The Ho-t'ien Special District in the Uighur Autonomous Region of Sinkiang, lying north of the K'un-lun Mountain and south of the T'a-k'o-la-ma-kan Desert, suffered regularly before the liberation from the menace of drought and sand storm.
His last journey, begun in 1883, took him to the sources of the Hwang-ho, then to Lo-pu Po and finally to Ho-t'ien (Khotan), on the ancient Silk Road. He died at Karakol (near Lake Issyk-Kul), now named Przheval'sk after him.
1987, Arthur C. Hasiotis, Jr., “The Sheng Shih-ts'ai Regime and its Relations with the Soviet Union: 1933 to 1942”, in Soviet Political, Economic, and Military Involvement in Sinkiang from 1928 to 1949, Garland Publishing, →ISBN, →LCCN, →OCLC, →OL, pages 102–103:
In September of 1937, two regiments of Soviet Kirghiz troops and one regiment of Russian troops equipped with forty airplanes and twenty tanks entered Sinkiang from Atushe and attacked Pa-ch'u, dividing Ma Hu-shan's 36th Corps into two sections. In October one Kirghiz regiment entered P'i-shan, and Ma Hu-shan fled to India. Kirghiz and Russian forces were now in occupation of Hami and poised to strike at Ho-t'ien in the extreme south of Sinkiang.
1961 February, “Report of the Officials of the Governments of India and the People's Republic of China on the Boundary Question”, in Selected works of Jawaharlal Nehru (2nd), published 2016, →ISBN, →OCLC, page SW 103:
The Chinese side dismissed as of no account the Hsi yu t’u chih, a map from which the Indian side had brought forward as evidence. This disclosed a striking inconsistency, for the Chinese side themselves had elsewhere described the same work as “authoritative and comprehensive”, and “covering all important material”; and they had cited a passage from the 1782 edition of the work which vaguely referred to the sources of rivers being in Ho-t’ien, The Indian side pointed out that no specific conclusions about the boundary alignment could be drawn from this general statement. On the other hand, the 1762 edition of this work clearly stated that the “Ho-t’ien river rises from the Nan Shan” mountains, which were the same as the Kuen Lun mountains.

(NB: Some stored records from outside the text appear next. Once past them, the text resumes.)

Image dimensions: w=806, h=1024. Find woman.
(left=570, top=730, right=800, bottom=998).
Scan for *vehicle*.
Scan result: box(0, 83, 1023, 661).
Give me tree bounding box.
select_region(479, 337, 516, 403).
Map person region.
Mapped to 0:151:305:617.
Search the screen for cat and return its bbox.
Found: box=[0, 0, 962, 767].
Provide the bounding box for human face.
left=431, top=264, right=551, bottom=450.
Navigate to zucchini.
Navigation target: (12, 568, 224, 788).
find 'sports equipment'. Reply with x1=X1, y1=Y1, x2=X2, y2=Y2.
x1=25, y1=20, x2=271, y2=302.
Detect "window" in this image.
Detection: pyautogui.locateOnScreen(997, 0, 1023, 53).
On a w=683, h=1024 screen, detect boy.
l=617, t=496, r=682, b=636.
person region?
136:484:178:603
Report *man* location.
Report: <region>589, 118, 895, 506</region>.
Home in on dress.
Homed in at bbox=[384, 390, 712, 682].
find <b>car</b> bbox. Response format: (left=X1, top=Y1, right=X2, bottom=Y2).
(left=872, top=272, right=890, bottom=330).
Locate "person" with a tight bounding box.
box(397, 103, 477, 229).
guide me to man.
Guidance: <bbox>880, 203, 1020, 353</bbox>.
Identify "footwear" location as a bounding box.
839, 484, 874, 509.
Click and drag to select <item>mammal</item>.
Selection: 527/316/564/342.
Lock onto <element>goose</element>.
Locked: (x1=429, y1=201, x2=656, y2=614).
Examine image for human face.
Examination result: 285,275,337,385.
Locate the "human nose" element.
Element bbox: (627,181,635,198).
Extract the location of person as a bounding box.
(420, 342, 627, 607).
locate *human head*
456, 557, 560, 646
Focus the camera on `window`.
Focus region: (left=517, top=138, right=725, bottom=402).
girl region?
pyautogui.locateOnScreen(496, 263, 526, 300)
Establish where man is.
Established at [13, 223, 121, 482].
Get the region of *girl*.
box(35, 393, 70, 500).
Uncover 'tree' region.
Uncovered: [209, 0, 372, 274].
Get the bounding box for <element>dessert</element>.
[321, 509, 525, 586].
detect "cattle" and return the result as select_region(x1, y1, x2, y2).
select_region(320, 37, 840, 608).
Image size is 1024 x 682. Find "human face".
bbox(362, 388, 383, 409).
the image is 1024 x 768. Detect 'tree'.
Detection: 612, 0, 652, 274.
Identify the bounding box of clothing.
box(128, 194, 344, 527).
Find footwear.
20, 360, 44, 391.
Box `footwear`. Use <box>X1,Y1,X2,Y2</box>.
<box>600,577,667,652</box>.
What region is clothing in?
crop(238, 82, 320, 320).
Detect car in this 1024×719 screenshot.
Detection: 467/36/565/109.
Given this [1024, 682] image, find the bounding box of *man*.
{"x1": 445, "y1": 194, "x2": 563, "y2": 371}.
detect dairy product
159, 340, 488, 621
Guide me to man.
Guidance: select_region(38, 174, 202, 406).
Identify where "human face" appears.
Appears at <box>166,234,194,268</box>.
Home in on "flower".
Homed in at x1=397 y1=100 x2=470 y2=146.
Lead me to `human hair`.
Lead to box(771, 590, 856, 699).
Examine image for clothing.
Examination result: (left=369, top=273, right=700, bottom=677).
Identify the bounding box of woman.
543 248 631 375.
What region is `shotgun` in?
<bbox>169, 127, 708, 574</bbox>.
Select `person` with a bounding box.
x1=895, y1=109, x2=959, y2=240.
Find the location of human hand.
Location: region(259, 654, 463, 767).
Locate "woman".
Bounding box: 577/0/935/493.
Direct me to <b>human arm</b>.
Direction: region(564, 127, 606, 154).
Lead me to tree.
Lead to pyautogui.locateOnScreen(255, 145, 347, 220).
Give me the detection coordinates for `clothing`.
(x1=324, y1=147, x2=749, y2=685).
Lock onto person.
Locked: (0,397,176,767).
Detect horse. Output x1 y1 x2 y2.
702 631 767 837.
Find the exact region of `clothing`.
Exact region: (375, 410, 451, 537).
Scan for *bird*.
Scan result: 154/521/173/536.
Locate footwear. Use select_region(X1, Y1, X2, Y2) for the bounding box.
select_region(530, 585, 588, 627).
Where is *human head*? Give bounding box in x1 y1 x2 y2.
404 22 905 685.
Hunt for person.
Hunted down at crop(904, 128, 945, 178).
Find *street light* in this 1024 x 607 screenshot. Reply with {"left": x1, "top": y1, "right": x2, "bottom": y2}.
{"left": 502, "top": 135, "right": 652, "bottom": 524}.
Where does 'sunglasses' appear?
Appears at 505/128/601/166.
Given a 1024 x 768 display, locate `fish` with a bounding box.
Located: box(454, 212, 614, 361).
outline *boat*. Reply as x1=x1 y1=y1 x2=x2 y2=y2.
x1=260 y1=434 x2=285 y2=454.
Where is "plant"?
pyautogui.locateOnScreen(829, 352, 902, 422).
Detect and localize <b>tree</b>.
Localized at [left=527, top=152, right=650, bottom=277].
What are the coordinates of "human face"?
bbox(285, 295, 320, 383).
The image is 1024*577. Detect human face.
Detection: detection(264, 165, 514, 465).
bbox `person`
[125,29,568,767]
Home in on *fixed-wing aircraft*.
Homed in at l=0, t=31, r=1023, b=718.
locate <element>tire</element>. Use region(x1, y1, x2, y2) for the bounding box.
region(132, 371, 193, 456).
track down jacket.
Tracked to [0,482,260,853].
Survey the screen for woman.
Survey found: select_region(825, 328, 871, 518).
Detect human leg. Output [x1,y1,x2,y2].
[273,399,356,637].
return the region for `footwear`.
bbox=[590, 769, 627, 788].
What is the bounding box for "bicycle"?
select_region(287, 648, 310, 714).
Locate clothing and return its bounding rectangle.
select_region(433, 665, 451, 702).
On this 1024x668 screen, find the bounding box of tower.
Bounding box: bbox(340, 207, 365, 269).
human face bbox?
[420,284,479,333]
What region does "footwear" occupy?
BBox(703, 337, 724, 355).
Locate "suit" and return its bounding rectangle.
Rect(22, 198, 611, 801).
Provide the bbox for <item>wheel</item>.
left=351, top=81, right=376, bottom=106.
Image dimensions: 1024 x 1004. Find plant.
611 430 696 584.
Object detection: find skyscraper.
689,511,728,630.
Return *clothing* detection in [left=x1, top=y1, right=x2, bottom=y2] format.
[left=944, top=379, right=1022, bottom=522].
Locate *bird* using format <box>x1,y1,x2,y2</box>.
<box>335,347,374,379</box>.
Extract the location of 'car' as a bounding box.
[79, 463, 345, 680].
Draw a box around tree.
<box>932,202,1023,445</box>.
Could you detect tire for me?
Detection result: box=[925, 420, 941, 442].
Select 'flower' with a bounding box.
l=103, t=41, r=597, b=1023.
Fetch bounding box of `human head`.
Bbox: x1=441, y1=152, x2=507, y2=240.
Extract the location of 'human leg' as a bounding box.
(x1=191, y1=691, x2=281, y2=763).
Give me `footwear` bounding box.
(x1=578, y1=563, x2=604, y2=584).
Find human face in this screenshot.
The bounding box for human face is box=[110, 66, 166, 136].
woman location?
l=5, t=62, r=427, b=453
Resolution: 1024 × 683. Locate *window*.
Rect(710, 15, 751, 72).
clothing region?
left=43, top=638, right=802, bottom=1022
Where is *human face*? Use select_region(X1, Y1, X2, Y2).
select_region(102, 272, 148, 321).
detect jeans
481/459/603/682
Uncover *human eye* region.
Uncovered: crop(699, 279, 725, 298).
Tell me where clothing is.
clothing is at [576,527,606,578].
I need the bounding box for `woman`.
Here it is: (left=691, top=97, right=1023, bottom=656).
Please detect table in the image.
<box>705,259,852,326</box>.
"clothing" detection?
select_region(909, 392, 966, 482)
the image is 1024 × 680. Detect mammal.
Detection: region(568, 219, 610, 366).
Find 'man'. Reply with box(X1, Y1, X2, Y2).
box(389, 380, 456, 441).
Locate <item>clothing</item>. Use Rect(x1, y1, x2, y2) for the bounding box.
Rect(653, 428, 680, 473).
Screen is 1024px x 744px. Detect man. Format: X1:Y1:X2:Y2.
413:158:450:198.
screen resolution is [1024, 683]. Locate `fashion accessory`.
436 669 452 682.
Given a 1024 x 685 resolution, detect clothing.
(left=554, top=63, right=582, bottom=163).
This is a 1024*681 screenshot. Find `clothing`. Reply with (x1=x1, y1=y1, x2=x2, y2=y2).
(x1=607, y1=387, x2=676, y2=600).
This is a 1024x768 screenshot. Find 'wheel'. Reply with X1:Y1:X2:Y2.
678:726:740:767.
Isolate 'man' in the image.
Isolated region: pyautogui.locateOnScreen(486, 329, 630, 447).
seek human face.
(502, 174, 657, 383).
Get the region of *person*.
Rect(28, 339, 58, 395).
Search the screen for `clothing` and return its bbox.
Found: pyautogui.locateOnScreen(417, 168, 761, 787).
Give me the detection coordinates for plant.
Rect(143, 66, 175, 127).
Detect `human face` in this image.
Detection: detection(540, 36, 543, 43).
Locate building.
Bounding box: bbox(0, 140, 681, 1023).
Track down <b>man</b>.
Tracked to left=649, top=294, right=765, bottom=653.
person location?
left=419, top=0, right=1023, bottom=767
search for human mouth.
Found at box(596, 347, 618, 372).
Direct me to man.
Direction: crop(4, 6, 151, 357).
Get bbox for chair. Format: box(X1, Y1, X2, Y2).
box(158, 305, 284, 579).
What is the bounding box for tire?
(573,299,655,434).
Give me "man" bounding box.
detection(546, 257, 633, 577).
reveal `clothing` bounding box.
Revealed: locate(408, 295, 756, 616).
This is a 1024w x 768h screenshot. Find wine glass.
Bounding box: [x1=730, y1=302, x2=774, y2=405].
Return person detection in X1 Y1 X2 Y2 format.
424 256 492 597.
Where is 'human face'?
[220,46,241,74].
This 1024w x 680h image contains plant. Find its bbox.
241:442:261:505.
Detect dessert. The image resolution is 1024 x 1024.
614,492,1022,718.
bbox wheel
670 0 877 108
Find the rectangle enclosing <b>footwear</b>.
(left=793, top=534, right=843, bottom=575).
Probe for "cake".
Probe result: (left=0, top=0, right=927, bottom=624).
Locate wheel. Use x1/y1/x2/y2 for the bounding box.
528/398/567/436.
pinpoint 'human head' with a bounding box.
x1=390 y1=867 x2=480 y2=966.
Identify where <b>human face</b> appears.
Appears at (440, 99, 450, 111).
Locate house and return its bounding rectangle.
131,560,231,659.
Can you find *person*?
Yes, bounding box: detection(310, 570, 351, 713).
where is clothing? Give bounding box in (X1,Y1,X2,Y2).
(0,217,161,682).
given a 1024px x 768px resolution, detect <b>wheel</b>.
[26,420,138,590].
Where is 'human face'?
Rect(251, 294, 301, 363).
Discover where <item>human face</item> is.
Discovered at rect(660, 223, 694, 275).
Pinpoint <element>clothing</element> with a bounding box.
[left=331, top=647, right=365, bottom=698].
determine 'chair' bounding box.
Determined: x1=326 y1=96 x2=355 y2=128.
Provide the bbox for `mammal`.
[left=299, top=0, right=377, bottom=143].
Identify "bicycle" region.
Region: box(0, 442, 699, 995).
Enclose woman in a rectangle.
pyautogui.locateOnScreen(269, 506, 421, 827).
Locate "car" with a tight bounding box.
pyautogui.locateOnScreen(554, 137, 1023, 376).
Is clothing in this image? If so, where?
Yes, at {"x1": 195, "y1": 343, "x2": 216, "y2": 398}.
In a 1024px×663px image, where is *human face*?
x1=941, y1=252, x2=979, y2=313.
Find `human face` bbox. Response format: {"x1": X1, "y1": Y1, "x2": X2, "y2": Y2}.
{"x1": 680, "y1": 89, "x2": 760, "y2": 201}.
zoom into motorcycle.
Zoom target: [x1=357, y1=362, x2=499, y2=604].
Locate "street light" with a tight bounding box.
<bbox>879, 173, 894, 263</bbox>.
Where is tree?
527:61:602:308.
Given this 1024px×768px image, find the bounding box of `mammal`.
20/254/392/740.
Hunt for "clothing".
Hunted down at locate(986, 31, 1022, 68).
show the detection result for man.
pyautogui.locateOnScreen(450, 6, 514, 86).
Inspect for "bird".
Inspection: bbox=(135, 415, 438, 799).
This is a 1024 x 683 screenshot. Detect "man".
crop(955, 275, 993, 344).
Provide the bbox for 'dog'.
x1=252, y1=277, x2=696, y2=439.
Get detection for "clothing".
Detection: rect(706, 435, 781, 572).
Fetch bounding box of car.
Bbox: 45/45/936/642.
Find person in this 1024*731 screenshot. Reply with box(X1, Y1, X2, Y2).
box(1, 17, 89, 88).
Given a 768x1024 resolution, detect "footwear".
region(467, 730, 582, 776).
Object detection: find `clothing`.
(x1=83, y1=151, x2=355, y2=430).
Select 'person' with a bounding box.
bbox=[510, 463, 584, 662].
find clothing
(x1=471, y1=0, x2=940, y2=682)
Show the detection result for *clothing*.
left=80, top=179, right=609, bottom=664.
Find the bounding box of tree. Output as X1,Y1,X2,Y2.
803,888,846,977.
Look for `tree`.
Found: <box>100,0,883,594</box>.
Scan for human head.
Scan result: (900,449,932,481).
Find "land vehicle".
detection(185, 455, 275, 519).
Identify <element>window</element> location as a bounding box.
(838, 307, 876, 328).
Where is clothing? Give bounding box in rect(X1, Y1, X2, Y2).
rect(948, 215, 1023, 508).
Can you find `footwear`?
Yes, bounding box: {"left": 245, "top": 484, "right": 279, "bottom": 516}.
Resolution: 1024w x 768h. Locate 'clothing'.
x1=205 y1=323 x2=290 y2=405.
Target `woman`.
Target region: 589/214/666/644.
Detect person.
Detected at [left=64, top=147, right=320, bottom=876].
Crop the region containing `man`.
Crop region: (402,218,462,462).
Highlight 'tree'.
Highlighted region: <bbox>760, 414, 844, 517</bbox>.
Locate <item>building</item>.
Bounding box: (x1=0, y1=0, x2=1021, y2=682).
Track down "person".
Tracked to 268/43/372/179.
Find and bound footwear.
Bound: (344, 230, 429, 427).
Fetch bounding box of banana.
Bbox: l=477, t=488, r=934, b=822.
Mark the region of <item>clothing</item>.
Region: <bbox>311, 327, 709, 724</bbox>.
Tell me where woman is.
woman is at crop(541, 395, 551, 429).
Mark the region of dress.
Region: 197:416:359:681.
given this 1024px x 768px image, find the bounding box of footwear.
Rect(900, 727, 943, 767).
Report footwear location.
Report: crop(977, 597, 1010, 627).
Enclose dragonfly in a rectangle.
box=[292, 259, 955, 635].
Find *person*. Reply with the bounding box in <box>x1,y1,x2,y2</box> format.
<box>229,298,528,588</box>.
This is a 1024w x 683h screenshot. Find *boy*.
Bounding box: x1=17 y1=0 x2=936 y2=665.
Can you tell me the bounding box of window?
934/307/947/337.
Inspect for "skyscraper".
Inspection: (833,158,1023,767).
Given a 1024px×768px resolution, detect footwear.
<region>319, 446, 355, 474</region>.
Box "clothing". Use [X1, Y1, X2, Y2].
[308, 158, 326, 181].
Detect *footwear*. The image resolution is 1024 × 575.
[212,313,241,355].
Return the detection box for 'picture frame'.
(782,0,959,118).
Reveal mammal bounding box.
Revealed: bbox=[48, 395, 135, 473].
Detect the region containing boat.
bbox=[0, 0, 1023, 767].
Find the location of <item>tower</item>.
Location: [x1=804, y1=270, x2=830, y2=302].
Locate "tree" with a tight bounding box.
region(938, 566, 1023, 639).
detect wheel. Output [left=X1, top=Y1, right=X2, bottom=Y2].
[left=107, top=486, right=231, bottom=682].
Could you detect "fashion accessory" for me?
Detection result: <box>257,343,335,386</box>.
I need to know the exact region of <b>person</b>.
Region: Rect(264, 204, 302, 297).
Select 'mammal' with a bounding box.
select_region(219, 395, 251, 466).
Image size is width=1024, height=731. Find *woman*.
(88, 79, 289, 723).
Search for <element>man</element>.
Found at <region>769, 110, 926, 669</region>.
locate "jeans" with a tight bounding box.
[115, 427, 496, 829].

Another map in the same work categorically affirmed that Sinkiang did not extend any further south than the Sanjutagh, which was nearly 60 miles north of the Kuen Lun mountains.
Yü-t’ien is a state located in an area known as Ho-t’ien since the eighteenth century (not to be confused with the Yü-t’ien District set up in late nineteenth century some 150 kilometers to the east). Ho-t’ien is situated in southwestern Sinkiang just below the northern foothills of the Karakorem Range and near the upper reaches of a water course, the Ho-t’ien or South Ts’ung-ling River. To the west is the Kashgar or North Ts’ung-ling River. The two join the Yerkand River and form the Tarim River system in south-central Sinkiang. These rivers have their headwaters in the Ts’ung-ling range, which is the general term for the eastern part of the Pamir Heights. The White-Jade River and the Green-Jade River, as mentioned in the present book, are probably the Ho-t’ien and the Kashgar.
Yü-t’ien, known as Ho-t’ien in Sinkiang Province 于闐(和闐)
Ho-t’ien (hôʹtyěnʹ) or Kho·tan (kōʹtänʹ), town and oasis (1958 est. pop. 50,000), SW Sinkiang Uigur Autonomous Region, China, near the headstream of the Ho-t’ien River.
1988 October, R. J. Hébert, “A Devotional Medal from Khotan”, in Numismatics International Bulletin, volume 22, number 10, →ISSN, →OCLC, page 236:
Khotan (Chinese Ho-t'ien) is a town and oasis on the Ho-t'ien river in southwestern Sinkiang Uighur, western China, about 160 miles southeast of So'ch'e.
2002, Necati Polat, “Transboundary Waters”, in Boundary Issues in Central Asia, Transnational Publishers, →ISBN, →LCCN, →OCLC, page 131:
The Tarim basin receives its name from the river Tarim in Xinjiang, northwest China. Its headwaters, the Yarkand and Khotan (Ho-t’ien) rivers, are formed by snow and glacial streams in the Karakurum and Kunlun mountain ranges in the area in south-west Xinjiang bordering Kashmir.